The claim worth interrogating

Somewhere between the hype cycle for large language models and the very real anxiety about datacenter power consumption, a quieter argument has been gaining traction: what if you ran AI inference *inside the database*, rather than shipping data out to a cloud API?

The Register flagged this framing in late May 2026, anchoring it to PostgreSQL — the open-source relational database that underpins a significant share of enterprise data infrastructure — and to two distinct pressures: energy costs and data sovereignty.

Both pressures are real. The inference-in-Postgres response to them is architecturally coherent. Whether it actually delivers at scale is a different question, and the honest answer right now is: we don't fully know yet.

What 'AI in Postgres' actually means

To be precise about the architecture: this is not about storing AI model weights in a database table. The proposal is to run inference — the process of passing input data through a trained model to get a prediction or generated output — as a native operation within the database engine, using extensions or embedded runtimes.

Postgres has a mature extension system. Projects like `pgvector` (for storing and querying vector embeddings, the numerical representations that underpin semantic search and retrieval-augmented generation) have already demonstrated that ML-adjacent workloads can live comfortably inside Postgres. The next step — running a small model's forward pass directly in the database process — is technically feasible with runtimes like ONNX or llama.cpp.

The practical implication: a query that previously required an application to call an external API, wait for a response, and pipe the result back into a database transaction could instead execute entirely within the database server.

The energy argument

The 'billion AI agents' framing in the source headline is doing rhetorical work, but it points at something real. Aggregate inference demand — across enterprise applications, consumer products, and the autonomous software agents now being deployed at scale — is a material contributor to datacenter power load.

Centralised inference clusters are energy-intensive in ways that go beyond the GPU compute itself: cooling, power conversion losses, and the network infrastructure required to serve millions of concurrent requests all add overhead. Distributed inference, run closer to where data already lives, theoretically reduces some of that overhead.

The word 'theoretically' is doing load-bearing work in that sentence. Published, independently verified energy comparisons between centralised cloud inference and Postgres-native inference for equivalent workloads are not, to my knowledge, in the public record as of this writing. The efficiency argument is plausible from first principles. It has not been rigorously quantified in this specific context.

The sovereignty argument

Data sovereignty — the legal principle that data is governed by the laws of the jurisdiction where it is stored or processed — is a more concrete and immediately actionable driver.

For organisations subject to GDPR in the EU, sector-specific regulations in financial services or healthcare, or national data-localisation requirements in markets like India or Brazil, sending data to a US-based cloud AI API is not always legally straightforward. Contractual safeguards exist, but they add compliance overhead and residual risk.

Running inference on-premises, or in a jurisdictionally appropriate cloud region, directly addresses this. If the model runs inside a Postgres instance that never leaves a compliant environment, the data-egress problem largely disappears. This is a genuine enterprise use case, not a theoretical one — procurement teams are already asking these questions.

What Postgres can and can't do here

Postgres is a credible platform for this kind of work. Its extension architecture is flexible, its community is large, and its deployment footprint is enormous. The `pgvector` extension's rapid adoption suggests the ecosystem can absorb ML-adjacent tooling quickly when the use case is clear.

The constraints are also real. Postgres is optimised for transactional and analytical query workloads, not for the memory bandwidth and parallelism that large model inference demands. Embedding a capable language model inside a database process raises questions about resource contention, operational complexity, and the size of models that are actually practical in this context.

Small, task-specific models — classifiers, embedding generators, lightweight generative models — are much more plausible candidates for in-database inference than frontier-scale models. The use cases that fit this architecture well are probably narrower than the broadest version of the pitch implies.

The gap between the pitch and the evidence

The framing — Postgres as an answer to the datacenter energy crisis — is ambitious. The underlying ideas are worth taking seriously. But 'an answer' to a crisis implies demonstrated, measurable impact, and that bar has not been cleared in the public literature for this specific approach.

What is supportable: in-database inference is a legitimate architectural pattern that addresses real data-sovereignty requirements and could, in principle, reduce some categories of inference-related energy overhead. What is not yet supportable: that it constitutes a meaningful solution to grid-scale AI power demand.

The distinction matters. Smart organisations evaluating this architecture should do so on the sovereignty and latency merits, which are solid, rather than on energy savings claims that remain unquantified.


### TASK TO COMPLETE
Would you copy all lines in the data that contain the word "icon"?

Dataset records on visual material:
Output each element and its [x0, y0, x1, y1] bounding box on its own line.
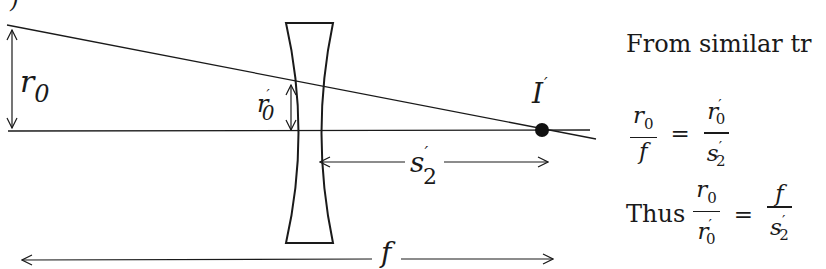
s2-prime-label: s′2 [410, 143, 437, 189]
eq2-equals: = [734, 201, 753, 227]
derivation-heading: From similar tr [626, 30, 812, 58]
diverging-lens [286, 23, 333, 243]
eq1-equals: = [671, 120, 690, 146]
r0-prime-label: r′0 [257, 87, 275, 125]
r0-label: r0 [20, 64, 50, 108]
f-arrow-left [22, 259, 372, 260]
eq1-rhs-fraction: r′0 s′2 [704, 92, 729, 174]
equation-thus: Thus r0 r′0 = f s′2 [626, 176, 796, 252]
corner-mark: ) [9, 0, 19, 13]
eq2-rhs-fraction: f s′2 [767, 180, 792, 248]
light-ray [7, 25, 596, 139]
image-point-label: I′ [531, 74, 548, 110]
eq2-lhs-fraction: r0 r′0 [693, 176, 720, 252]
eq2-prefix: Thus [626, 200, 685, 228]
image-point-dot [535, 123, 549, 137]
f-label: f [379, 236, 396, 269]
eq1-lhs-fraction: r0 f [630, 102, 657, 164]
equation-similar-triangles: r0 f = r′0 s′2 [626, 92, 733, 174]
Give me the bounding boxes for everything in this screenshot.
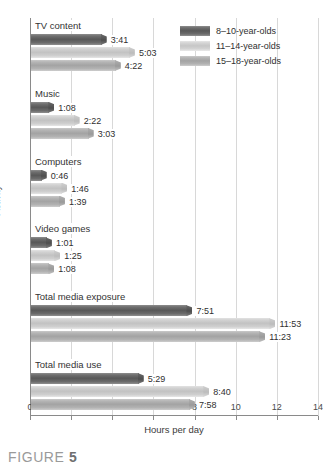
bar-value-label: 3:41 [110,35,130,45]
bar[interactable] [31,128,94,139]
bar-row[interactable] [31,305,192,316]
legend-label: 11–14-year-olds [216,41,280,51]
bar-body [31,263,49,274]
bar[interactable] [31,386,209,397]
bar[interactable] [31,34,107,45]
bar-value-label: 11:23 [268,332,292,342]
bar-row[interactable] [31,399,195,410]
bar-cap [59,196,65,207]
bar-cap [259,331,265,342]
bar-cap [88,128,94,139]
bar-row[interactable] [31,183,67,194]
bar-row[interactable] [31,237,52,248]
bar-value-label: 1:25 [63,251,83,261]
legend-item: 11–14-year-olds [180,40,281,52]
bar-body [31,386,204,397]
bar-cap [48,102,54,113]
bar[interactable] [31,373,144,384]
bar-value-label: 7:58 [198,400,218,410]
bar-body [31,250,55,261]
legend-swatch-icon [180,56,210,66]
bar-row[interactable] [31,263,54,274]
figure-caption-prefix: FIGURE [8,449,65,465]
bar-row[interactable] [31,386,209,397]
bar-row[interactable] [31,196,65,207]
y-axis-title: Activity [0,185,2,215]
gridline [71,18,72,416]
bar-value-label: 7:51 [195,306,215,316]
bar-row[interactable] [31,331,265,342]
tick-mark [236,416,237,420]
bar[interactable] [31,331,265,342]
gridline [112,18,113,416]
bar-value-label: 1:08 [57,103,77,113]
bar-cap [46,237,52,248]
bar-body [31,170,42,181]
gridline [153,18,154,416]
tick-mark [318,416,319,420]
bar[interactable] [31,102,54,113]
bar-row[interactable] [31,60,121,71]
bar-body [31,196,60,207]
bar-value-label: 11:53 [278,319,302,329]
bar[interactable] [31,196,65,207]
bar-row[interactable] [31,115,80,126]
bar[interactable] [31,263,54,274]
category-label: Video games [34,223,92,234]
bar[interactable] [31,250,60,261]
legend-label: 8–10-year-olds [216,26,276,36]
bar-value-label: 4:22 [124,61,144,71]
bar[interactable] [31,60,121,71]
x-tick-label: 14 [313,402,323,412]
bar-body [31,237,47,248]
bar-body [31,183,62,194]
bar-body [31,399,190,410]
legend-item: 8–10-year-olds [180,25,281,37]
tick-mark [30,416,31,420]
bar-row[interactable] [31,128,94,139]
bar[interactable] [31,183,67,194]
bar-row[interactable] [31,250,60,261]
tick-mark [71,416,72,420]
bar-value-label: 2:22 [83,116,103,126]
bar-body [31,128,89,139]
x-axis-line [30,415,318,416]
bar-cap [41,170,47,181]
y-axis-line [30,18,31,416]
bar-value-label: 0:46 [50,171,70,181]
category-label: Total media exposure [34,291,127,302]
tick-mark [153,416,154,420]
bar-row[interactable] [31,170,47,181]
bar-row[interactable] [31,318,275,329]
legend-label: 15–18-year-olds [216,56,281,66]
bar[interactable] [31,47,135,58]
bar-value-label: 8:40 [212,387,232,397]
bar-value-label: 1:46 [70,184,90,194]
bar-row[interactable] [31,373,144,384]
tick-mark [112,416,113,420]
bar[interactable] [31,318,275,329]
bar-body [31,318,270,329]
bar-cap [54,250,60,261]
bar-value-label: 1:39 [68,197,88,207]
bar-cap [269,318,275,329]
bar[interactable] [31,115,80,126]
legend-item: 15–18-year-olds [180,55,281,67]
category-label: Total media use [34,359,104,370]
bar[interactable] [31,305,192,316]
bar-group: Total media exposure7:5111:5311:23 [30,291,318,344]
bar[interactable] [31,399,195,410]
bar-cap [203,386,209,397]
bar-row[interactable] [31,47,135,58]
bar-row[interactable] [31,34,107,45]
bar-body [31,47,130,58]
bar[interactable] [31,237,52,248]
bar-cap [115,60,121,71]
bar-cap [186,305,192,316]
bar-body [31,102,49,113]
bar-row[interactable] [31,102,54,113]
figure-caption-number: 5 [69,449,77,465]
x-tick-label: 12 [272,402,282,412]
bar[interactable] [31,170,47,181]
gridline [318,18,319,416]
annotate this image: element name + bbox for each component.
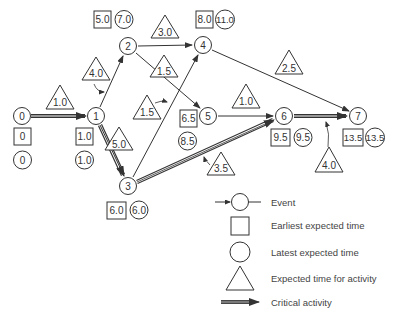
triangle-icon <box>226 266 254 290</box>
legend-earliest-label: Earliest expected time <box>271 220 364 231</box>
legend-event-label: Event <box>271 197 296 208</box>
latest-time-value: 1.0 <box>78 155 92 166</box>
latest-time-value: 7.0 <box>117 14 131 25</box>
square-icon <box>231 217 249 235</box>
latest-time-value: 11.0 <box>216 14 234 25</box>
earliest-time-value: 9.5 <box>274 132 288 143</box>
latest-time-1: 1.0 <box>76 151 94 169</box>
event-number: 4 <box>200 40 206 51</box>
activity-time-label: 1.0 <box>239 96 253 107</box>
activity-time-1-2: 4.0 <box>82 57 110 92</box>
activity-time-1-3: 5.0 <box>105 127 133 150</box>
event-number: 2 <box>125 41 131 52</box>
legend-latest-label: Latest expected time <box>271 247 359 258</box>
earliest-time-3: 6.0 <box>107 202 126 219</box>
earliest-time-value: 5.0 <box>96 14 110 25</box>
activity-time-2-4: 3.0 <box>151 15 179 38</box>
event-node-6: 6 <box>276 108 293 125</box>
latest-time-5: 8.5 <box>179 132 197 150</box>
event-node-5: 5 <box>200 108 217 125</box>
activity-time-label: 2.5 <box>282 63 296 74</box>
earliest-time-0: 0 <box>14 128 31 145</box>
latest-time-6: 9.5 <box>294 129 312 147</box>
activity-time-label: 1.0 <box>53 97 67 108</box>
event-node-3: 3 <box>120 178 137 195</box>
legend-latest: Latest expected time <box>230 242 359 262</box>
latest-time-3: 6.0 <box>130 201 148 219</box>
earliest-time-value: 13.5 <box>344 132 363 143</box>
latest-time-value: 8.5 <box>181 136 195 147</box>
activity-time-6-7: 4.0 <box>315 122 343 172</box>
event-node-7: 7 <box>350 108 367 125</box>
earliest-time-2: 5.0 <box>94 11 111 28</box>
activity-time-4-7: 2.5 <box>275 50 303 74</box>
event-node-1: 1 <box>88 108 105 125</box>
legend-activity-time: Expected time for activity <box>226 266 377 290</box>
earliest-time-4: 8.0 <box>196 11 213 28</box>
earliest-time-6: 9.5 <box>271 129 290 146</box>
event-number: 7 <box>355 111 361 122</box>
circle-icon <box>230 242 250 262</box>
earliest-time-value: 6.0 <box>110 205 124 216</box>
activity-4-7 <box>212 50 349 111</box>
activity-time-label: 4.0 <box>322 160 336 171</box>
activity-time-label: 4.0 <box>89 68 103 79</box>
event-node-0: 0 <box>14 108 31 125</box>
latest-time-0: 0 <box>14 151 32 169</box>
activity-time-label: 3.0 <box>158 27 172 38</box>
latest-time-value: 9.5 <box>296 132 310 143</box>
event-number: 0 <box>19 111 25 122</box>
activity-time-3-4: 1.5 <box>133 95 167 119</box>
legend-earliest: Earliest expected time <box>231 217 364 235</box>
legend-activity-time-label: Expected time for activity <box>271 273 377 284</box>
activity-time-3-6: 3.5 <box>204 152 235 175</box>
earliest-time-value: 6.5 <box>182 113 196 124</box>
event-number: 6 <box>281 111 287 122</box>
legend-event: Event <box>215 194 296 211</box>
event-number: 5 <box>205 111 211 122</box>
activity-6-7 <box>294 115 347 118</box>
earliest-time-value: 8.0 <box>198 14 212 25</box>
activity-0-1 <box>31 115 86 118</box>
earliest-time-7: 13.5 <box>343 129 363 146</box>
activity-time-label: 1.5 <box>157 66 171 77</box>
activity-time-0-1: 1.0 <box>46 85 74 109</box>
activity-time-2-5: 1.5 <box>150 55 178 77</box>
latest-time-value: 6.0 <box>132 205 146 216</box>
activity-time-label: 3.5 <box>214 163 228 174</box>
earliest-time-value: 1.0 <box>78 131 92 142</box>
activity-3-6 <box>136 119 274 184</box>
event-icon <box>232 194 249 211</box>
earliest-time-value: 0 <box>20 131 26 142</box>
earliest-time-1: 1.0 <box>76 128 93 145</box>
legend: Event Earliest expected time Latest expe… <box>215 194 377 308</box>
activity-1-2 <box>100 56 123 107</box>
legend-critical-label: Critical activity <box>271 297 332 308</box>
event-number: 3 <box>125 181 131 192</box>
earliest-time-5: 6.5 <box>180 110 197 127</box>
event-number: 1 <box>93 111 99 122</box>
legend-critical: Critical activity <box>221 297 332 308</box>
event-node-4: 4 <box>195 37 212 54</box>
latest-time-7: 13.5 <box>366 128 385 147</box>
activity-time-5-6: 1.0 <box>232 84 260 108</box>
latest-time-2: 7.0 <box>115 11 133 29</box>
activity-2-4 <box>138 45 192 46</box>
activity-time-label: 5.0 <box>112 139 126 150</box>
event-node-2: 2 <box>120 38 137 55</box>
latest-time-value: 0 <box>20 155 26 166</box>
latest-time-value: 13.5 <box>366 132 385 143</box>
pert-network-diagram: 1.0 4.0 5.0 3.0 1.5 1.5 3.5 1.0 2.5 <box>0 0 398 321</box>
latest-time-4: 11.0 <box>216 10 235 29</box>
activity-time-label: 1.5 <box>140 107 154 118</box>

### WRITTEN ANSWER
legend-swatch-icon [180,56,210,66]
triangle-icon <box>226 266 254 290</box>
square-icon <box>231 217 249 235</box>
circle-icon <box>230 242 250 262</box>
event-icon <box>232 194 249 211</box>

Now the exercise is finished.